CHI Health of Omaha, Nebraska, is joining a group of public and private organizations on a $14 million project to transform an abandoned building into the new home of CHI Health's central kitchen.
Now housed in the basement of Omaha's CHI Health Creighton University Medical Center — Bergan Mercy, the central kitchen supplies patient meals to CHI Health hospitals in Omaha and Lincoln, Nebraska, as well as specialty facilities and a hospice outside of the CHI Health system.

The new site, which is about 10 miles from the Bergan Mercy campus, is set to open next year.
Pete Festersen, CHI Health vice president of public affairs says, "The central kitchen project is a great example of living our mission. It transforms a vacant property, enhances the neighborhood, produces thousands of daily nutritious meals for patients and provides meaningful job opportunities for residents of North Omaha."
He adds, "We're very proud of the commitment it represents to our community and our employees and we are thankful to our state, city and county partners who believed in our vision."
Nearly 30 years of growth
CHI Health opened the central kitchen at Bergan Mercy in 1997, intending to produce about 350 meals per day for patients at four hospitals within CHI Health, a subsystem of CommonSpirit Health. In the nearly 30 years since, the kitchen has expanded the number and type of locations it serves. It currently produces about 2,800 meals per day.

Terri Hill is the director of food and nutrition for the Midwest region of CommonSpirit Health, which includes 28 hospitals and a network of outpatient sites in Nebraska, Iowa, North Dakota and Minnesota. She says the region adopted the centralized food service model to produce food in a cost-effective way while preserving high quality and consistent standards. She says national restaurant chains use this commissary kitchen model so that their food tastes the same from one location to another.
At the CHI Health central kitchen, chefs fully cook then "blast chill" proteins, soups, sauces and other food. The kitchen then transports the cold-plated food to five CHI hospitals as well as to a spine center and Veterans Administration hospice that are also kitchen clients. Those locations heat the food on-site in convection ovens for hot "just in time" meals.
In addition to the patient trays it dispatches to the Omaha and Lincoln sites, the central kitchen supplies bulk foods to CHI Health hospitals in Kearney and Grand Island, both in Nebraska, as well as bakery and retail items to facilities throughout the region.
Public-private partnership
Festersen explains that CHI Health worked with a collaboration of organizations for about a dozen years to pull together this renovation project.
Key players who made the project possible include the Omaha Economic Development Corp.; the Empowerment Network; Nebraska Gov. Jim Pillen; Nebraska state Sen. Terrell McKinney; Omaha Mayor John Ewing Jr. and the Omaha City Council; and the commissioners of Douglas County, Nebraska. Beyond CHI Health's investment in the property redevelopment, the state contributed $8 million; Omaha, $500,000; and Douglas County, $500,000. Omaha provided an additional $385,000 in redevelopment incentives. The Omaha-based Weitz Family Foundation donated $500,000.

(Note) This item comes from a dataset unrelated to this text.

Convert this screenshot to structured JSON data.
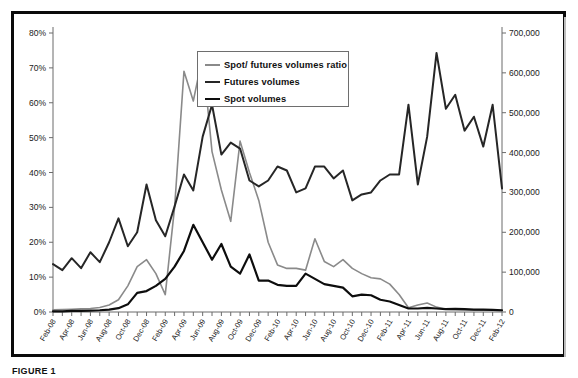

The Omaha Economic Development Corp. owns the property that will become the central kitchen's home, and CHI Health will lease it. Festersen says Michael Maroney, a prominent Black developer who runs that nonprofit, was interested in partnering to bring revitalization to North Omaha.
Also highly interested in revitalizing the community was the Empowerment Network, a Black-led nonprofit focused on improving the economic conditions and quality of life of North Omaha residents, particularly those who are people of color. It does this by closing gaps in employment, education, housing, population health and other areas. CHI Health long has been a corporate partner of the Empowerment Network, including by working with the organization on a summer youth jobs program.
Job engine
Festersen notes that CHI Health's partnership with the Omaha Economic Development Corp. came to fruition through a "joint involvement in the Empowerment Network, which encouraged us both to think big on our reinvestment in the community."
The project will renovate a long-vacant building in an impoverished census tract. "Unemployment and a lack of investment challenge the area, which has the city's highest percentage of African American citizens," Festersen says.
In the new location, CHI Health expects to grow the kitchen's staff from 55 to more than 100 in the near term. Festersen says CHI Health plans to focus its recruiting on North Omaha. Hill notes that there will be a variety of positions open, including at an on-site call center that will handle food orders. She says staff will have advancement opportunities.
Hill says the partners selected the site because of its accessibility, including to public transportation. Many current employees live in North Omaha and some transfer between multiple buses to reach work.
Bright future
The new space will have cutting-edge commercial cooking equipment that will allow for the most efficient production of high-quality foods, Hill says. The kitchen is moving toward a U.S. Department of Agriculture certification that would allow it to greatly expand its client list. For instance, it could potentially provide food for long-term care sites, schools and home care agencies.
Plans call for the site to have a test kitchen where aspiring food service staff can train for a culinary career.
"Our goal is to help others," Hill says. "There's a great need for healthy food across the U.S., and with the new central kitchen we'll be better equipped and able to grow and increase our capacity."